A note on early Mormon polygamy

A note on early Mormon polygamy April 17, 2018

 

Joseph Smith statue at Temple Square
A statue of the Prophet Joseph Smith at Salt Lake City’s Temple Square  (LDS.org)

 

Discovery of Joseph Smith’s involvement in plural marriage has tried the faith of more than a few believers in his prophetic claims.  In a number of cases, it has led people altogether out of the Church of Jesus Christ of Latter-day Saints.

 

Lamentable though that is, it’s scarcely surprising.  Early Mormon polygamy is a murky matter, and, candidly, it’s almost certainly the most difficult issue in Mormon history.

 

I don’t see any good way to turn the beginnings of Mormon plural marriage, as such, into a positive draw for the faith, and I won’t pretend to do so.  Moreover, it’s ridiculously easy to turn the topic into a negative — especially in our leeringly cynical and sex-obsessed culture.  We’re all too aware of politicians, preachers, and other public figures, including vocal proponents of “traditional morality,” who have eventually been revealed as having feet of clay.

 

That said, I also don’t believe that Joseph Smith’s involvement in early Mormon plural marriage, properly understood, is lethal to his personal credibility or to his claims as a prophet.

 

Here are some items on this topic that I’ve found valuable:

 

Gregory L. Smith, “George D. Smith’s Nauvoo Polygamy,” FARMS Review 20/2 (2008): 37-123.

 

Brian C. Hales, “Fanny Alger and Joseph Smith’s Pre-Nauvoo Reputation,” Journal of Mormon History 35/4 (2009): 112-190.  This entire issue of the Journal of Mormon History can be downloaded here.

 

Brian Hales, a faithful and active member of the Church of Jesus Christ of Latter-day Saints — he was even, until relatively recently, a member of the Mormon Tabernacle Choir — maintains an entire website that’s devoted to the topic of “Joseph Smith’s Polygamy.”

 

Newell G. Bringhurst and Craig L. Foster, eds., The Persistence of Polygamy: Joseph Smith and the Origins of Mormon Polygamy (Independence, MO: John Whitmer Books, 2010) — particularly, Don Bradley, “Mormon Polygamy before Nauvoo?

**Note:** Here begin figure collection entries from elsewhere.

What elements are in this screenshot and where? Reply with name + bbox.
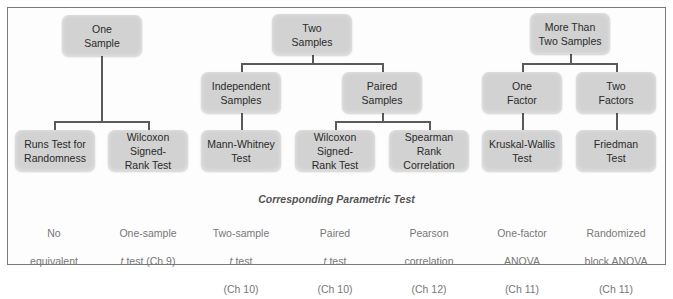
param-line2: equivalent (9, 254, 99, 268)
param-line2: block ANOVA (571, 254, 661, 268)
parametric-caption: Corresponding Parametric Test (0, 193, 673, 205)
connector (616, 112, 618, 130)
param-line3: (Ch 12) (384, 282, 474, 296)
parametric-one-factor-anova: One-factor ANOVA (Ch 11) (477, 212, 567, 299)
connector (522, 63, 617, 65)
connector (241, 63, 383, 65)
param-line3: (Ch 11) (571, 282, 661, 296)
param-line2-text: test (Ch 9) (123, 255, 175, 267)
param-line2: t test (290, 254, 380, 268)
node-kruskal-wallis: Kruskal-Wallis Test (482, 130, 562, 171)
node-mann-whitney: Mann-Whitney Test (201, 130, 281, 171)
node-more-than-two-samples: More Than Two Samples (530, 13, 610, 54)
parametric-randomized-block-anova: Randomized block ANOVA (Ch 11) (571, 212, 661, 299)
param-line3: (Ch 10) (290, 282, 380, 296)
param-line1: Paired (290, 226, 380, 240)
node-paired-samples: Paired Samples (342, 72, 422, 113)
node-friedman: Friedman Test (576, 130, 656, 171)
connector (101, 56, 103, 122)
param-line1: One-sample (103, 226, 193, 240)
parametric-two-sample-t: Two-sample t test (Ch 10) (196, 212, 286, 299)
param-line2: ANOVA (477, 254, 567, 268)
param-line2: correlation (384, 254, 474, 268)
param-line2: t test (Ch 9) (103, 254, 193, 268)
connector (335, 121, 430, 123)
connector (570, 54, 572, 63)
connector (616, 63, 618, 72)
param-line3: (Ch 11) (477, 282, 567, 296)
node-wilcoxon-paired: Wilcoxon Signed- Rank Test (295, 130, 375, 171)
node-wilcoxon-one-sample: Wilcoxon Signed- Rank Test (108, 130, 188, 171)
connector (382, 63, 384, 72)
node-one-sample: One Sample (62, 15, 142, 56)
connector (241, 63, 243, 72)
connector (54, 121, 149, 123)
param-line1: Pearson (384, 226, 474, 240)
connector (54, 121, 56, 130)
parametric-no-equivalent: No equivalent (9, 212, 99, 282)
node-runs-test: Runs Test for Randomness (15, 130, 95, 171)
node-two-samples: Two Samples (272, 14, 352, 55)
param-line2-text: test (233, 255, 253, 267)
parametric-paired-t: Paired t test (Ch 10) (290, 212, 380, 299)
node-independent-samples: Independent Samples (201, 72, 281, 113)
param-line3: (Ch 10) (196, 282, 286, 296)
parametric-one-sample-t: One-sample t test (Ch 9) (103, 212, 193, 282)
param-line2: t test (196, 254, 286, 268)
node-one-factor: One Factor (482, 72, 562, 113)
node-two-factors: Two Factors (576, 72, 656, 113)
connector (382, 112, 384, 121)
param-line1: Two-sample (196, 226, 286, 240)
connector (522, 63, 524, 72)
connector (312, 55, 314, 63)
connector (522, 112, 524, 130)
param-line1: Randomized (571, 226, 661, 240)
parametric-pearson: Pearson correlation (Ch 12) (384, 212, 474, 299)
param-line1: One-factor (477, 226, 567, 240)
node-spearman: Spearman Rank Correlation (389, 130, 469, 171)
param-line1: No (9, 226, 99, 240)
param-line2-text: test (327, 255, 347, 267)
connector (241, 112, 243, 130)
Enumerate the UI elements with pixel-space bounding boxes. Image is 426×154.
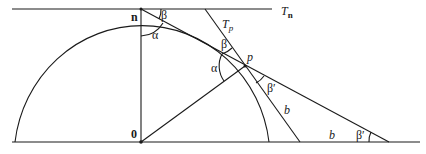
label-n: n: [131, 10, 138, 24]
angle-arc-betaprime-base: [369, 132, 371, 142]
label-tangent-n: Tn: [281, 4, 293, 20]
point-o-dot: [139, 140, 143, 144]
diagram-svg: n 0 p Tn Tp α β α β β′ β′ b b: [0, 0, 426, 154]
label-o: 0: [131, 127, 137, 141]
label-tangent-p: Tp: [222, 17, 234, 33]
label-beta-p: β: [221, 37, 227, 51]
tangent-line-p: [205, 9, 300, 142]
label-b-base: b: [329, 128, 335, 142]
label-beta-n: β: [161, 8, 167, 22]
radius-op: [141, 66, 245, 142]
label-b-slant: b: [284, 103, 290, 117]
angle-arc-betaprime-p: [256, 76, 264, 83]
label-p: p: [246, 50, 253, 64]
circle-arc: [15, 26, 269, 142]
label-betaprime-base: β′: [356, 128, 365, 142]
label-alpha-p: α: [211, 61, 218, 75]
point-n-dot: [140, 8, 143, 11]
label-alpha-n: α: [152, 28, 159, 42]
point-p-dot: [244, 65, 247, 68]
geometry-diagram: n 0 p Tn Tp α β α β β′ β′ b b: [0, 0, 426, 154]
label-betaprime-p: β′: [267, 81, 276, 95]
angle-arc-alpha-p: [219, 54, 224, 81]
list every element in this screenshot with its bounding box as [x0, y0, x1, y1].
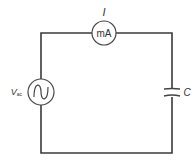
source-voltage-label: Vac	[11, 87, 23, 97]
capacitor: C	[164, 87, 191, 98]
capacitor-plate-top-icon	[164, 89, 180, 90]
ac-source: Vac	[11, 79, 54, 105]
circuit-wires	[41, 33, 172, 153]
bottom-wire	[41, 97, 172, 153]
ammeter-label: mA	[97, 28, 112, 39]
capacitor-label: C	[183, 87, 191, 98]
top-right-wire	[116, 33, 172, 88]
circuit-diagram: mA I Vac C	[0, 0, 196, 164]
current-label: I	[102, 6, 105, 18]
ammeter: mA I	[92, 6, 116, 45]
capacitor-plate-bottom-icon	[164, 95, 180, 96]
top-left-wire	[41, 33, 92, 79]
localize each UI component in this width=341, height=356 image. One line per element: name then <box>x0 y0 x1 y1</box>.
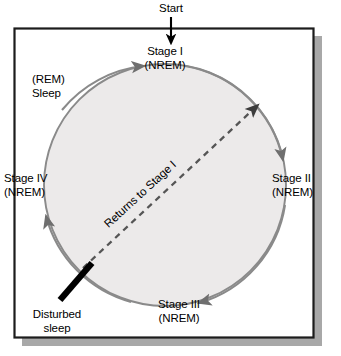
start-label: Start <box>126 2 216 16</box>
disturbed-sleep-label: Disturbed sleep <box>16 308 98 335</box>
rem-sleep-label: (REM) Sleep <box>32 73 94 100</box>
stage-4-label: Stage IV (NREM) <box>4 172 80 199</box>
stage-3-label: Stage III (NREM) <box>134 298 224 325</box>
sleep-cycle-figure: Start Stage I (NREM) Stage II (NREM) Sta… <box>0 0 341 356</box>
stage-2-label: Stage II (NREM) <box>272 172 338 199</box>
stage-1-label: Stage I (NREM) <box>120 45 210 72</box>
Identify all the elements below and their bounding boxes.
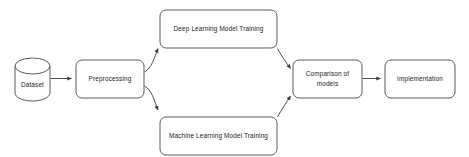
node-deep-learning-model-training[interactable]: Deep Learning Model Training (160, 10, 277, 48)
node-deep-learning-model-training-label: Deep Learning Model Training (174, 25, 264, 33)
node-machine-learning-model-training-label: Machine Learning Model Training (169, 132, 268, 140)
edge-deep-learning-to-comparison (278, 49, 291, 69)
node-comparison-of-models[interactable]: Comparison of models (293, 60, 362, 98)
diagram-canvas: Dataset Preprocessing Deep Learning Mode… (0, 0, 469, 157)
flowchart: Dataset Preprocessing Deep Learning Mode… (0, 0, 469, 157)
node-dataset[interactable]: Dataset (15, 58, 50, 101)
node-preprocessing[interactable]: Preprocessing (76, 60, 144, 98)
node-comparison-of-models-label-line1: Comparison of (306, 70, 350, 78)
node-preprocessing-label: Preprocessing (89, 75, 132, 83)
node-dataset-label: Dataset (21, 81, 44, 88)
edge-machine-learning-to-comparison (278, 96, 291, 117)
node-implementation-label: Implementation (397, 75, 443, 83)
node-implementation[interactable]: Implementation (385, 60, 455, 98)
edge-preprocessing-to-deep-learning (145, 49, 159, 73)
node-comparison-of-models-label-line2: models (317, 80, 339, 87)
node-machine-learning-model-training[interactable]: Machine Learning Model Training (160, 117, 277, 155)
edge-preprocessing-to-machine-learning (145, 86, 159, 110)
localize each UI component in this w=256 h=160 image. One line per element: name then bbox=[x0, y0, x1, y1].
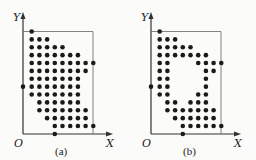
lattice-dot bbox=[53, 100, 58, 105]
lattice-dot bbox=[29, 37, 34, 42]
lattice-dot bbox=[173, 45, 178, 50]
x-axis-dot bbox=[181, 132, 186, 137]
lattice-dot bbox=[204, 108, 209, 113]
lattice-dot bbox=[60, 69, 65, 74]
lattice-dot bbox=[83, 69, 88, 74]
lattice-dot bbox=[188, 53, 193, 58]
lattice-dot bbox=[37, 69, 42, 74]
lattice-dot bbox=[157, 61, 162, 66]
lattice-dot bbox=[83, 61, 88, 66]
y-axis-label: Y bbox=[13, 12, 20, 23]
x-axis-arrow-icon bbox=[234, 132, 241, 137]
lattice-dot bbox=[45, 37, 50, 42]
panel-a-dots bbox=[21, 29, 96, 136]
lattice-dot bbox=[196, 100, 201, 105]
lattice-dot bbox=[45, 53, 50, 58]
panel-b-plot bbox=[128, 0, 256, 160]
lattice-dot bbox=[29, 76, 34, 81]
lattice-dot bbox=[204, 76, 209, 81]
lattice-dot bbox=[181, 53, 186, 58]
lattice-dot bbox=[29, 45, 34, 50]
lattice-dot bbox=[204, 61, 209, 66]
x-axis-arrow-icon bbox=[106, 132, 113, 137]
lattice-dot bbox=[60, 100, 65, 105]
lattice-dot bbox=[204, 100, 209, 105]
lattice-dot bbox=[157, 84, 162, 89]
lattice-dot bbox=[211, 61, 216, 66]
lattice-dot bbox=[173, 37, 178, 42]
lattice-dot bbox=[211, 108, 216, 113]
lattice-dot bbox=[29, 84, 34, 89]
lattice-dot bbox=[165, 84, 170, 89]
lattice-dot bbox=[76, 76, 81, 81]
lattice-dot bbox=[83, 116, 88, 121]
lattice-dot bbox=[196, 116, 201, 121]
lattice-dot bbox=[219, 124, 224, 129]
lattice-dot bbox=[37, 45, 42, 50]
y-axis-label: Y bbox=[141, 12, 148, 23]
lattice-dot bbox=[60, 116, 65, 121]
lattice-dot bbox=[188, 124, 193, 129]
lattice-dot bbox=[53, 76, 58, 81]
origin-label: O bbox=[142, 138, 151, 149]
lattice-dot bbox=[91, 61, 96, 66]
panel-b: Y O X (b) bbox=[128, 0, 256, 160]
x-axis-dot bbox=[53, 132, 58, 137]
lattice-dot bbox=[76, 116, 81, 121]
lattice-dot bbox=[157, 53, 162, 58]
lattice-dot bbox=[53, 92, 58, 97]
lattice-dot bbox=[45, 84, 50, 89]
lattice-dot bbox=[165, 61, 170, 66]
lattice-dot bbox=[76, 108, 81, 113]
x-axis-label: X bbox=[234, 138, 242, 149]
lattice-dot bbox=[53, 108, 58, 113]
lattice-dot bbox=[29, 29, 34, 34]
lattice-dot bbox=[68, 76, 73, 81]
lattice-dot bbox=[53, 124, 58, 129]
lattice-dot bbox=[68, 100, 73, 105]
panel-caption: (a) bbox=[55, 146, 67, 157]
lattice-dot bbox=[29, 53, 34, 58]
panel-a: Y O X (a) bbox=[0, 0, 128, 160]
lattice-dot bbox=[157, 92, 162, 97]
lattice-dot bbox=[211, 69, 216, 74]
lattice-dot bbox=[60, 61, 65, 66]
lattice-dot bbox=[45, 76, 50, 81]
lattice-dot bbox=[45, 116, 50, 121]
lattice-dot bbox=[37, 92, 42, 97]
lattice-dot bbox=[204, 53, 209, 58]
lattice-dot bbox=[68, 53, 73, 58]
lattice-dot bbox=[219, 61, 224, 66]
lattice-dot bbox=[76, 100, 81, 105]
lattice-dot bbox=[45, 100, 50, 105]
lattice-dot bbox=[204, 92, 209, 97]
lattice-dot bbox=[196, 108, 201, 113]
lattice-dot bbox=[60, 108, 65, 113]
lattice-dot bbox=[165, 76, 170, 81]
lattice-dot bbox=[173, 53, 178, 58]
lattice-dot bbox=[68, 116, 73, 121]
lattice-dot bbox=[165, 100, 170, 105]
lattice-dot bbox=[204, 116, 209, 121]
lattice-dot bbox=[181, 116, 186, 121]
lattice-dot bbox=[45, 45, 50, 50]
lattice-dot bbox=[53, 116, 58, 121]
y-axis-dot bbox=[149, 84, 154, 89]
lattice-dot bbox=[53, 84, 58, 89]
lattice-dot bbox=[45, 108, 50, 113]
lattice-dot bbox=[181, 124, 186, 129]
lattice-dot bbox=[165, 108, 170, 113]
lattice-dot bbox=[188, 116, 193, 121]
lattice-dot bbox=[60, 124, 65, 129]
lattice-dot bbox=[60, 76, 65, 81]
lattice-dot bbox=[196, 92, 201, 97]
lattice-dot bbox=[157, 29, 162, 34]
lattice-dot bbox=[60, 92, 65, 97]
lattice-dot bbox=[157, 37, 162, 42]
x-axis-label: X bbox=[106, 138, 114, 149]
lattice-dot bbox=[60, 45, 65, 50]
lattice-dot bbox=[91, 124, 96, 129]
lattice-dot bbox=[165, 37, 170, 42]
lattice-dot bbox=[76, 69, 81, 74]
lattice-dot bbox=[188, 45, 193, 50]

The Relationship of Joseph Smith and Fanny Alger” (14-58); Brian C. Hales, “Joseph Smith and the Puzzlement of ‘Polyandry'” (99-151); Craig L. Foster, David Keller, and Gregory L. Smith, “The Age of Joseph Smith’s Plural Wives in Social and Demographic Context” (152-183); and Ugo A. Perego, “Joseph Smith, the Question of Polygamous Offspring, and DNA Analysis” (233-256).

 

My friend Ugo Perego, an Italian geneticist and a member of the Church of Jesus Christ of Latter-day Saints, maintains a website dedicated, in part, to the subject of Joseph Smith, plural marriage, and DNA.

 

One of the conclusions to be drawn from Dr. Perego’s work, to this point, seems to me — and I know that he agrees with me — to be this:  The genetic evidence plainly appears to call into question the anti-Mormon portrayal of early LDS polygamy as a kind of sexual romp for Joseph, a wild orgy.  If he was as sexually driven as the critics want to portray him, one would reasonably expect quite a few children to have resulted, from multiple women.  Yet, thus far, there are none, except from Emma (his first wife).  I personally won’t actually be bothered if it ultimately turns out that he has descendants from plural wives, but the results so far seem to suggest that sex wasn’t the driving force behind Joseph’s plural marriages.  (Richard Bushman, one of Joseph’s most recent and most distinguished biographers, tentatively proposes that Joseph was driven not by lust but, to a very large degree, by a quest for kin-relationships, and there is considerable historical evidence to support that view.)

 

I’m aware of further work on its way from Don Bradley, Brian Hales, Ugo Perego, Craig Foster, and etc., and will probably highlight it here (and perhaps elsewhere) when it’s available.

 

Taken as a whole, in my judgment, Joseph Smith still emerges from the historical record as a good, sincere, and honest man.  I know that his involvement in early plural marriage can be made to look like a powerful counterargument against that judgment.  I believe, however, that the best response to that counterargument is a better understanding of the relevant history.

 

History is no enemy to the faith of the Latter-day Saints — though bad history, poorly understood history, polemically abused history, and glib pseudohistory very obviously can be.